(Collected data)

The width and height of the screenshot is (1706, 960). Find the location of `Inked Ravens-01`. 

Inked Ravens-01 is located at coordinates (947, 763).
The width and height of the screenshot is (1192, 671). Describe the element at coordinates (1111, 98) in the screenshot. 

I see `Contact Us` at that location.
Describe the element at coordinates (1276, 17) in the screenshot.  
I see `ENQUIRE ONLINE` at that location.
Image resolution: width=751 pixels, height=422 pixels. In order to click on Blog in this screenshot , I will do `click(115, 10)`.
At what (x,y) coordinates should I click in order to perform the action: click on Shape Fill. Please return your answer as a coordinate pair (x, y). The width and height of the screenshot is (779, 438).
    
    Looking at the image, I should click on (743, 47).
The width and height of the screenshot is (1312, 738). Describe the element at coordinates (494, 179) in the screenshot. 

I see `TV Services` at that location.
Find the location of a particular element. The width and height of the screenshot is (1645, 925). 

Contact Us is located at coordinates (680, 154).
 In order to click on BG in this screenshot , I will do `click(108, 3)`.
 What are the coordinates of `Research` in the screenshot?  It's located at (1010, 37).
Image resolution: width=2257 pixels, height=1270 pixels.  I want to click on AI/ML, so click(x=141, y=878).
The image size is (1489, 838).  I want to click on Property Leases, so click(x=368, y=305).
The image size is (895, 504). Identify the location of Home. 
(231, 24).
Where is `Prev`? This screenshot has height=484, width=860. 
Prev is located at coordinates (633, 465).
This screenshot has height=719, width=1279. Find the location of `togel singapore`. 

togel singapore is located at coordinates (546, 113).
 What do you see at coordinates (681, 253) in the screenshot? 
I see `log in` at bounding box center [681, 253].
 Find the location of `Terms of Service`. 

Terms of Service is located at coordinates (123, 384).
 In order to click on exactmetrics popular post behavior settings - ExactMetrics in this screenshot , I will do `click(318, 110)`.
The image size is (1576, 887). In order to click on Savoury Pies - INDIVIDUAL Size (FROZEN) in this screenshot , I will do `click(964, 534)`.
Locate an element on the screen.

▶ **TRY IT**
Write out the entries verbatim, all of them.

▶ **SOLUTION FOR THIS TASK**
The width and height of the screenshot is (1706, 960). Find the location of `Inked Ravens-01`. 

Inked Ravens-01 is located at coordinates (947, 763).
The width and height of the screenshot is (1192, 671). Describe the element at coordinates (1111, 98) in the screenshot. 

I see `Contact Us` at that location.
Describe the element at coordinates (1276, 17) in the screenshot.  
I see `ENQUIRE ONLINE` at that location.
Image resolution: width=751 pixels, height=422 pixels. In order to click on Blog in this screenshot , I will do `click(115, 10)`.
At what (x,y) coordinates should I click in order to perform the action: click on Shape Fill. Please return your answer as a coordinate pair (x, y). The width and height of the screenshot is (779, 438).
    
    Looking at the image, I should click on (743, 47).
The width and height of the screenshot is (1312, 738). Describe the element at coordinates (494, 179) in the screenshot. 

I see `TV Services` at that location.
Find the location of a particular element. The width and height of the screenshot is (1645, 925). 

Contact Us is located at coordinates (680, 154).
 In order to click on BG in this screenshot , I will do `click(108, 3)`.
 What are the coordinates of `Research` in the screenshot?  It's located at (1010, 37).
Image resolution: width=2257 pixels, height=1270 pixels.  I want to click on AI/ML, so click(x=141, y=878).
The image size is (1489, 838).  I want to click on Property Leases, so click(x=368, y=305).
The image size is (895, 504). Identify the location of Home. 
(231, 24).
Where is `Prev`? This screenshot has height=484, width=860. 
Prev is located at coordinates (633, 465).
This screenshot has height=719, width=1279. Find the location of `togel singapore`. 

togel singapore is located at coordinates (546, 113).
 What do you see at coordinates (681, 253) in the screenshot? 
I see `log in` at bounding box center [681, 253].
 Find the location of `Terms of Service`. 

Terms of Service is located at coordinates (123, 384).
 In order to click on exactmetrics popular post behavior settings - ExactMetrics in this screenshot , I will do `click(318, 110)`.
The image size is (1576, 887). In order to click on Savoury Pies - INDIVIDUAL Size (FROZEN) in this screenshot , I will do `click(964, 534)`.
Locate an element on the screen.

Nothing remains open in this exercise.